Image: Mike Vanden Bosch / PML / Former teacher and Chilliwack principal Greg Nelmes, who ran for the Chilliwack school board in the October 2022 municipal election, has been disqualified from running in the next election in 2026 because he did not file his campaign finance disclosure forms by the late filing deadline, according to Melanie Hull, a communications advisor with Elections B.C.
Chilliwack school board candidate

Former Chilliwack teacher, principal banned from running in the next school board election

Mar 1, 2023 | 9:16 AM

CHILLIWACK — Elections B.C. pulls no punches when it comes to requiring municipal candidates for public office to file their campaign finance disclosure paperwork on time, or even by the late filing deadline.

Melanie Hull, a communications advisor for Elections B.C., reported Monday (Feb. 27) that former Chilliwack school board candidate Greg Nelmes has been disqualified from running in the next school board election in 2026. She also confirmed this by phone Wednesday morning, March 1.

Nelmes finished 14 out of 15 candidates with 4,133 votes, or 23.8 per cent of every vote cast, in the October 2022 municipal election.

Hull wrote that Elections B.C. had received Nelmes’ $500 late fee for not filing the campaign disclosure paperwork on time, but not the disclosure statement.

“The fee will be returned [to Greg Nelmes] and we are in contact with the candidate to get the report,” Hull said. “The report will be published in our Financial Reports and Political Contributions System once it is received.”

Under the Local Elections Campaign Financing Act, candidates are disqualified from running in the next election if they fail to file their disclosure report by the late filing deadline.

“This penalty will remain even once we receive Greg Nelmes’ report,” Hull wrote in an email to Fraser Valley Today.

During his campaign, Nelmes did not align himself with the progressive candidates who wound up winning an expanded majority on the Chilliwack school board. He positioned himself as a centrist.

“My motivation for running for school trustee is that the interests of students come first,” Nelmes wrote in an email to Fraser Valley Today last year. “Kids first and I want to be a part of a united Board that can disagree in camera but presents a united front to the media.”

He graduated from Sardis Secondary in June 1973 and completed his undergraduate education by virtue of a bachelor’s degree in elementary education from UBC in May 1977. Later, he completed his master’s degree in educational administration from the University of Victoria in August 1994.

His teaching career launched in September 1977 when he was a Grade 6/7 teacher at F.G. Leary Elementary, followed by four years at Vedder Elementary, two years at Robertson Elementary, four years at Sardis Elementary, and was vice-principal and a teacher at Tyson Elementary, Grade 5/6. He taught for seven more years before taking a teaching position as vice-principal at Vedder Elementary from 2005-07. He served as a principal at Rosedale Elementary from 2007-2010 and was later a principal at Bernard Elementary.

He previously was the Chilliwack-Hope riding association president for the Liberal Party of Canada.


**The task**
Pick every line from the data below that contains the string "input" and copy it.

**Stored items**
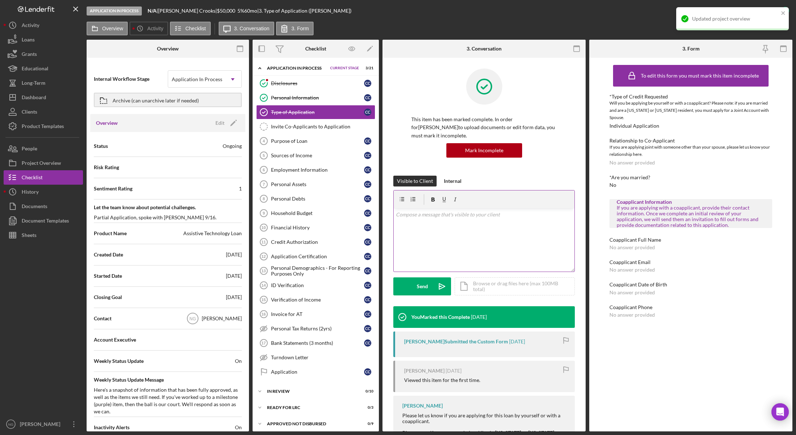 The height and width of the screenshot is (435, 796). I want to click on tspan: 16, so click(263, 314).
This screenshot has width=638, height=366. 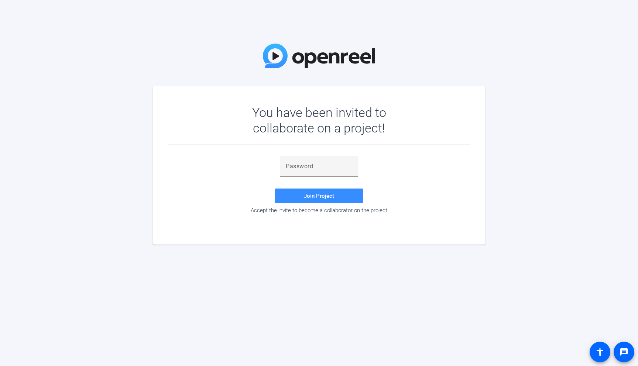 What do you see at coordinates (319, 56) in the screenshot?
I see `img: OpenReel Logo` at bounding box center [319, 56].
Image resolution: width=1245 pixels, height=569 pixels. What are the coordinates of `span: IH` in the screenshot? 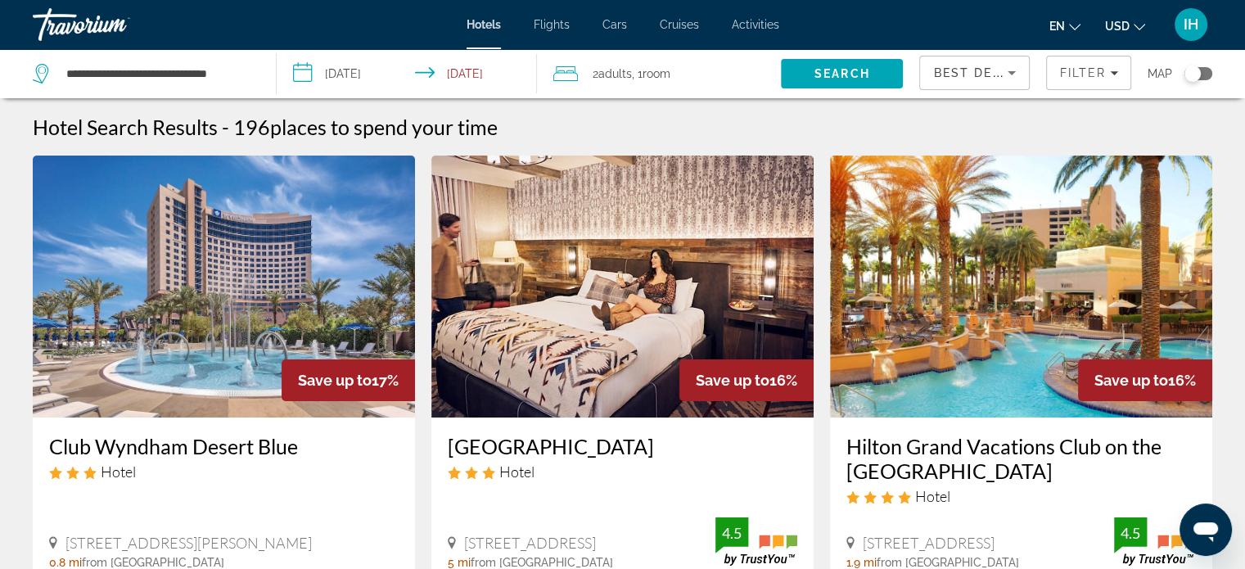 It's located at (1191, 25).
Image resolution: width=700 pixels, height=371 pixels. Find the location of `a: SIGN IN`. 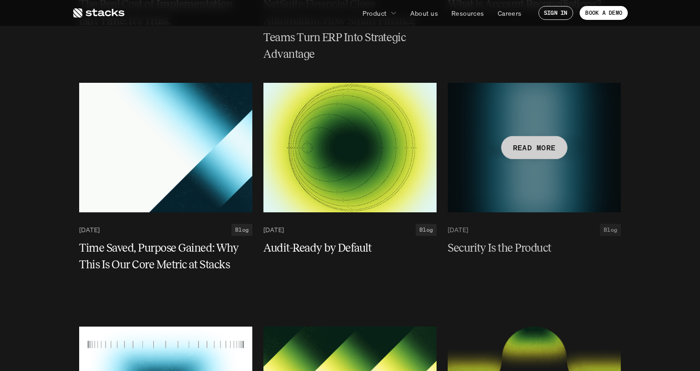

a: SIGN IN is located at coordinates (556, 13).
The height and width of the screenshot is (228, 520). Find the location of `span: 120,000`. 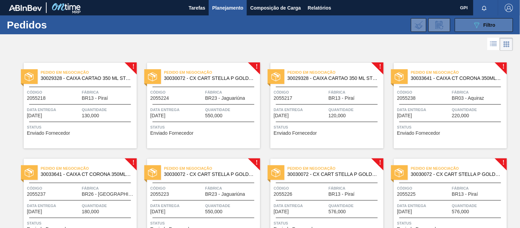

span: 120,000 is located at coordinates (337, 116).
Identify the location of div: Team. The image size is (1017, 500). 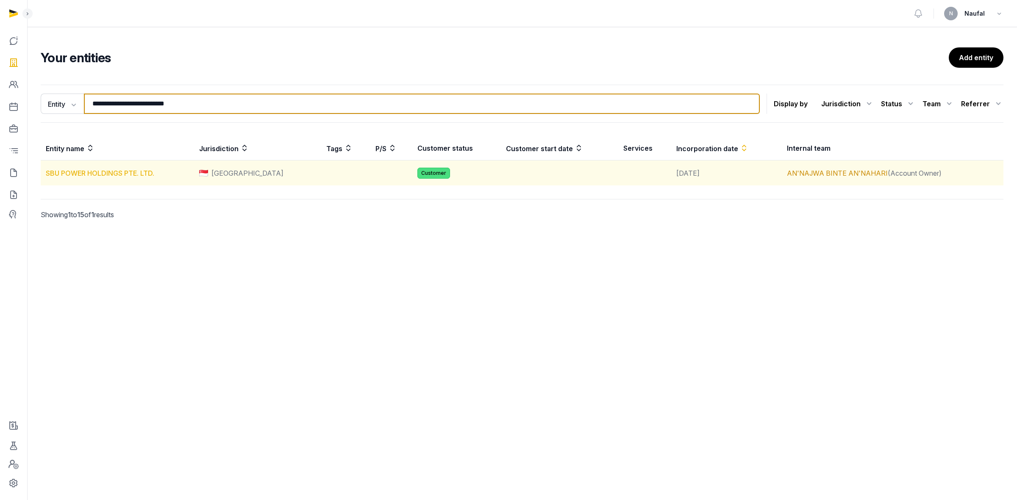
(938, 104).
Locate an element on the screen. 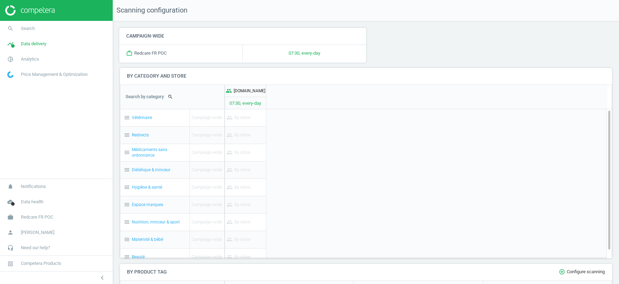 Image resolution: width=619 pixels, height=284 pixels. i: timeline is located at coordinates (10, 44).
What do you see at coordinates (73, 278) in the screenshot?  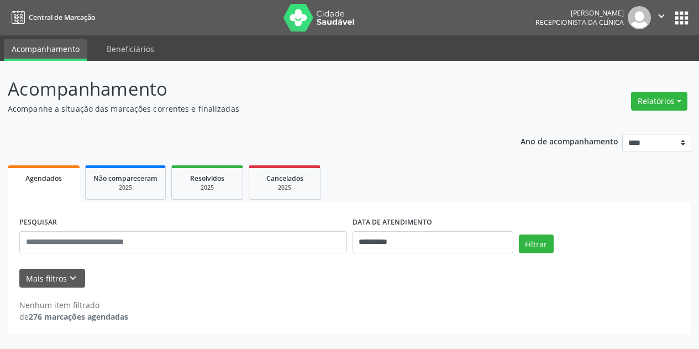 I see `i: keyboard_arrow_down` at bounding box center [73, 278].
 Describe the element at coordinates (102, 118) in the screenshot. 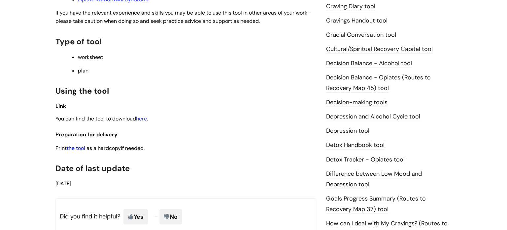

I see `span: You can find the tool to download .` at that location.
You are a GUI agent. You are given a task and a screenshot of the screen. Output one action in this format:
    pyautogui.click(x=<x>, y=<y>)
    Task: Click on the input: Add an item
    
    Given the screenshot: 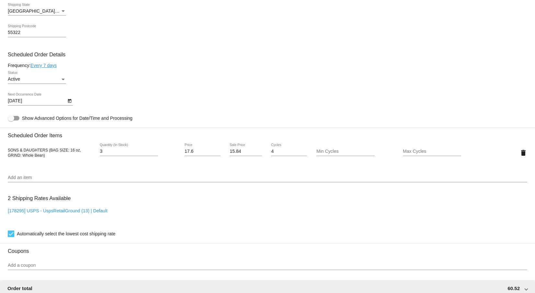 What is the action you would take?
    pyautogui.click(x=267, y=178)
    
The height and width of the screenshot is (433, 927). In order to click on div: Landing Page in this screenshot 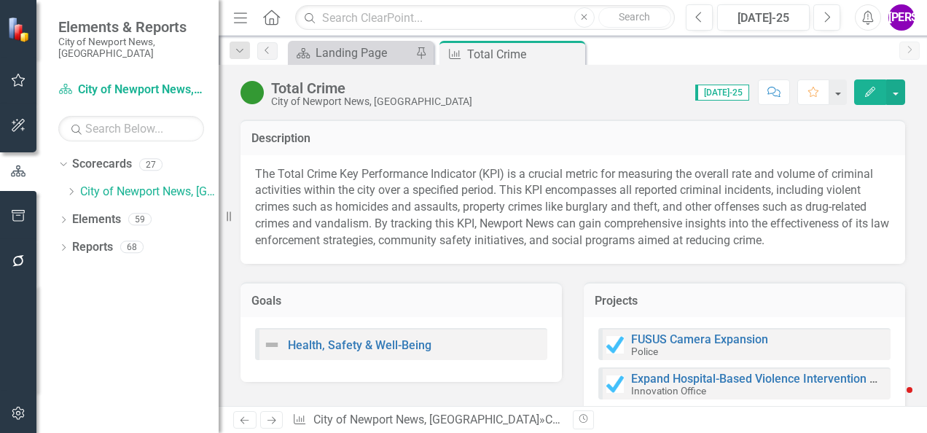, I will do `click(364, 52)`.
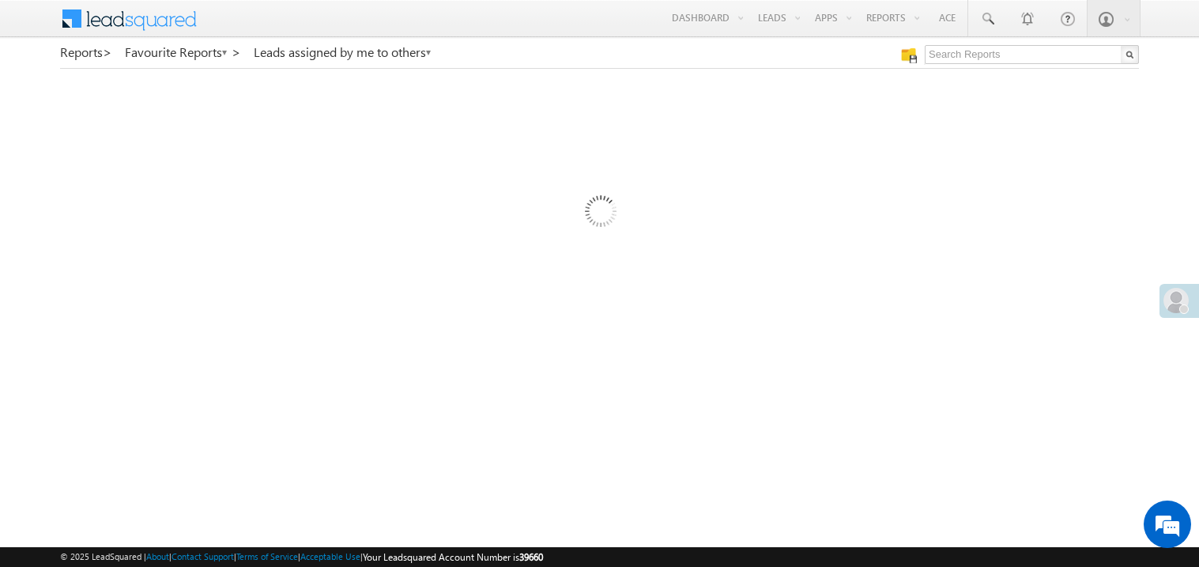 The height and width of the screenshot is (567, 1199). I want to click on a: Acceptable Use, so click(330, 556).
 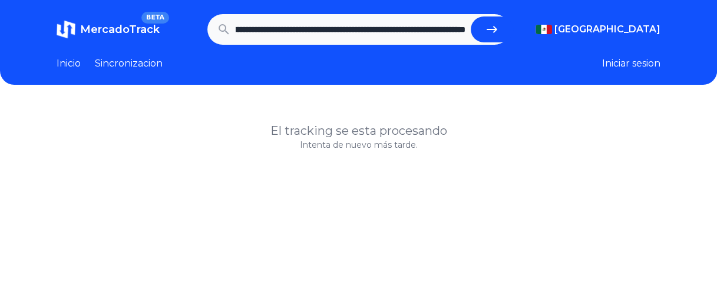 What do you see at coordinates (66, 29) in the screenshot?
I see `img: MercadoTrack` at bounding box center [66, 29].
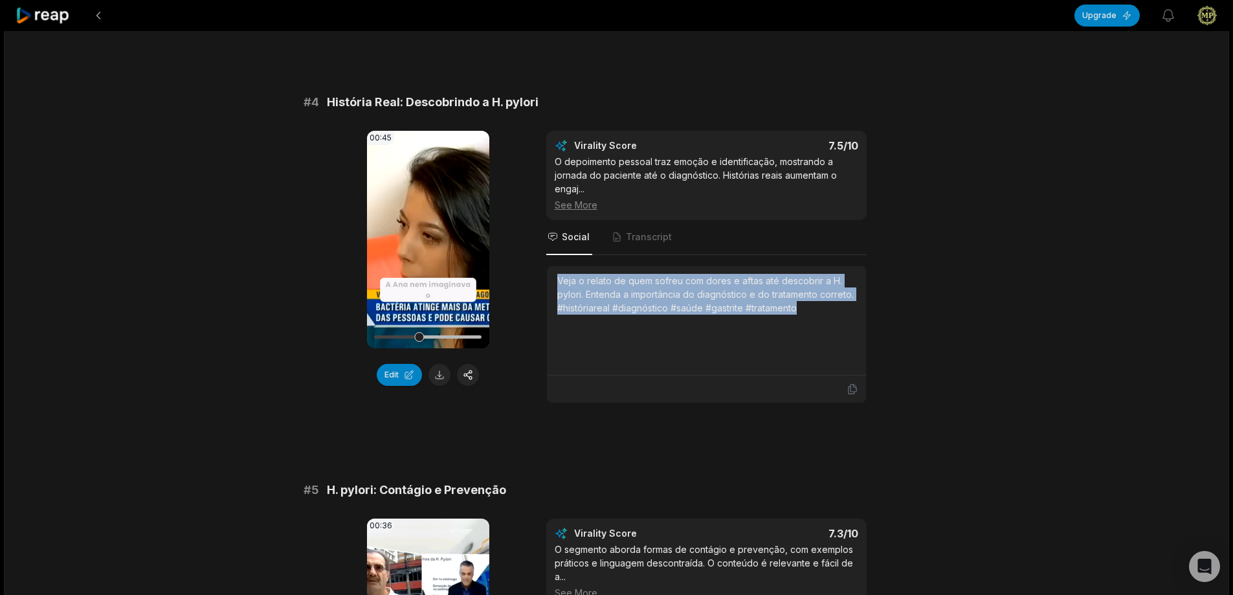 The width and height of the screenshot is (1233, 595). Describe the element at coordinates (311, 490) in the screenshot. I see `span: # 5` at that location.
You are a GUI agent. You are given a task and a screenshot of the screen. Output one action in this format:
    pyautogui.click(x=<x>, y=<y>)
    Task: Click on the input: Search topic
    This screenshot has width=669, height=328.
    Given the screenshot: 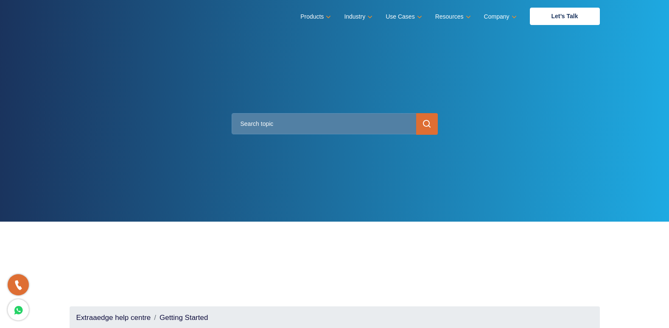 What is the action you would take?
    pyautogui.click(x=335, y=124)
    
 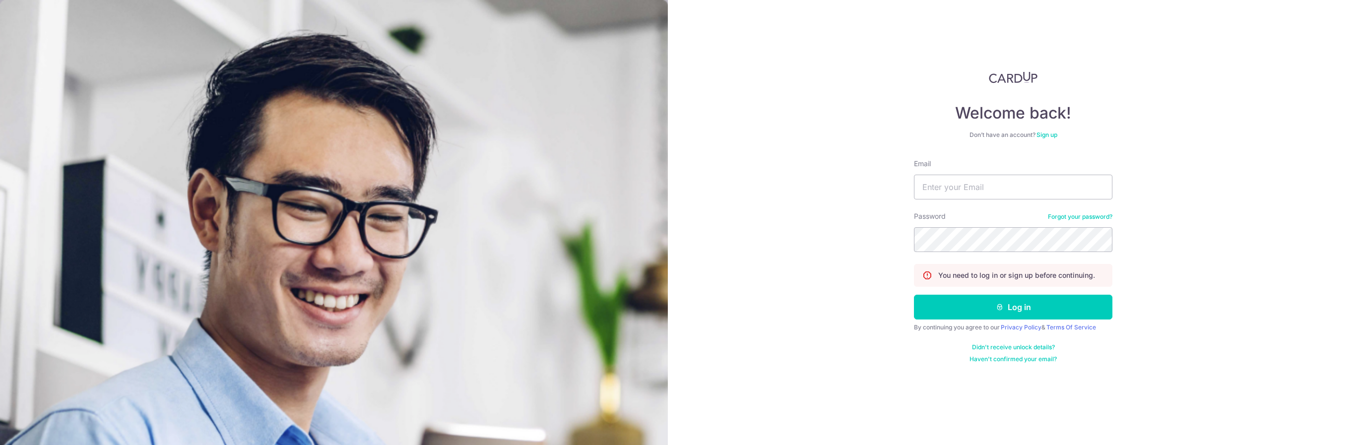 What do you see at coordinates (1013, 135) in the screenshot?
I see `div: Don’t have an account?` at bounding box center [1013, 135].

**Solution for this problem**
    Task: Click on the input: Add an item
    Task: Click on the input: Search topic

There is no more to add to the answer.